If ever she was to leave she would choose her own time. ‘No.’

His tone was half between a wheedle and a demand: ‘Go on. Come on. Why not?’ – she’d heard it all before. ‘My wife won’t mind. We do a bit o’ swapping now and again. I swap her, she swaps me. It don’t mean much, as long as we’re happy. In fact it keeps us together, doing a bit of swapping now and again. We’re in the Aspley Swap Club.’

She wouldn’t be surprised. ‘There isn’t an Aspley Swap Club.’

‘I know,’ he admitted, ‘but there ought to be.’

She laughed, then was horrified at talking to him at all. If he came out of the car she would swing her handbag with the Bible inside. ‘I’ve said no, so get going.’

He was disappointed, but his smile was fixed. ‘You don’t know what you’re missing.’

She waved as he drove away. He waved back. No harm in trying, he must have thought. When the moment came it would not be with another man. That sort of escapade would mean even less freedom. She couldn’t understand the disturbance of a trivial lie to George, and forgot her sore heel as she went over the hill towards the city centre, reflecting that some day she might indeed go away to live on her own in a place too far off for him to come and find her.

The preacher she had hoped to hear was gone. The circuit might not bring him back for another year, in which time who knew where she would be? Perhaps it was for the best. Every month a different speaker came with text and message. ‘Grief,’ she heard, ‘is heavier than the sands of the sea, therefore my words are swallowed up. The things that my soul refused to touch are as my sorrowful meat.’

Her thoughts became settled, in that she seemed for a time to have fewer of them, but she was comforted, and grateful to live secure in her own mind. The weekly hour of peace strengthened her, verse and exhortation soothing the turbulence of her false life.

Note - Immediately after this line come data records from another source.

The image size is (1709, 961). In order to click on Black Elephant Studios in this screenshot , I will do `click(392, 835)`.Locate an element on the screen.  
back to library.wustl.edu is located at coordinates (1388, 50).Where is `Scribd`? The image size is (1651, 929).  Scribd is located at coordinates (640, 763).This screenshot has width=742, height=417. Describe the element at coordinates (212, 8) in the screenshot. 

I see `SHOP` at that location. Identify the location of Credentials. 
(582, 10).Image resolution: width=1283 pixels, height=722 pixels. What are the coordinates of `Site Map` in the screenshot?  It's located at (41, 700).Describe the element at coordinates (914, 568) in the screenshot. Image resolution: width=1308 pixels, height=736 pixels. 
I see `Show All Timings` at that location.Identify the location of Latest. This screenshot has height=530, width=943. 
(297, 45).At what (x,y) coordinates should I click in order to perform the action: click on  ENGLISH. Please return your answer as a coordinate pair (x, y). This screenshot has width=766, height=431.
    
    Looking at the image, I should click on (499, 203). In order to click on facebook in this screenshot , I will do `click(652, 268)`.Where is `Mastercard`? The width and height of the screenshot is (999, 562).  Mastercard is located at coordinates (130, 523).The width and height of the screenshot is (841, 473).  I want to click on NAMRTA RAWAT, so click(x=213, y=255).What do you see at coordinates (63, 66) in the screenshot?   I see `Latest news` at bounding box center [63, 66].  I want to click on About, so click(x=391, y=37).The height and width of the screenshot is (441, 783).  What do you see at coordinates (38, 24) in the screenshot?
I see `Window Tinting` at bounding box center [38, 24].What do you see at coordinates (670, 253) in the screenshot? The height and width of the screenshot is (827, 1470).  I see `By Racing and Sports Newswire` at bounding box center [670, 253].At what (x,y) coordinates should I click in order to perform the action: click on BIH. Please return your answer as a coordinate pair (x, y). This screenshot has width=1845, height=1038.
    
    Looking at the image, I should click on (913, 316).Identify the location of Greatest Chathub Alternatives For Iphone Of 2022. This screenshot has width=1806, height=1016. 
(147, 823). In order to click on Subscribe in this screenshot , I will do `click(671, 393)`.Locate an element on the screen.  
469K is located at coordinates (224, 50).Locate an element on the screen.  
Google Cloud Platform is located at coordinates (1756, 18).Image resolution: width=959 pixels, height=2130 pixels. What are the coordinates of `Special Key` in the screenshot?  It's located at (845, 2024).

She walked through the pedestrian area on her way to the bus stop.

‘I didn’t think it could be you, coming out of that place,’ Bert said, ‘but by God it was! How are you getting on then, duck?’

He used to be good-looking, but his close and interesting features had developed into the face of a ferocious but all-knowing bird about to peck anyone into the ground who got in its way. ‘You like going to chapel, eh?’

She could sense his silent laughter in the space behind his face. ‘Why not?’

‘Didn’t think you was like that.’

‘I am, when I want to be.’

He glanced at the upper windows of surrounding shops, as if someone might be observing him, or perhaps as if reconnoitring for a way inside, like the old days when he hadn’t been averse to doing a discreet job or two. ‘Looks like it’s going to rain.’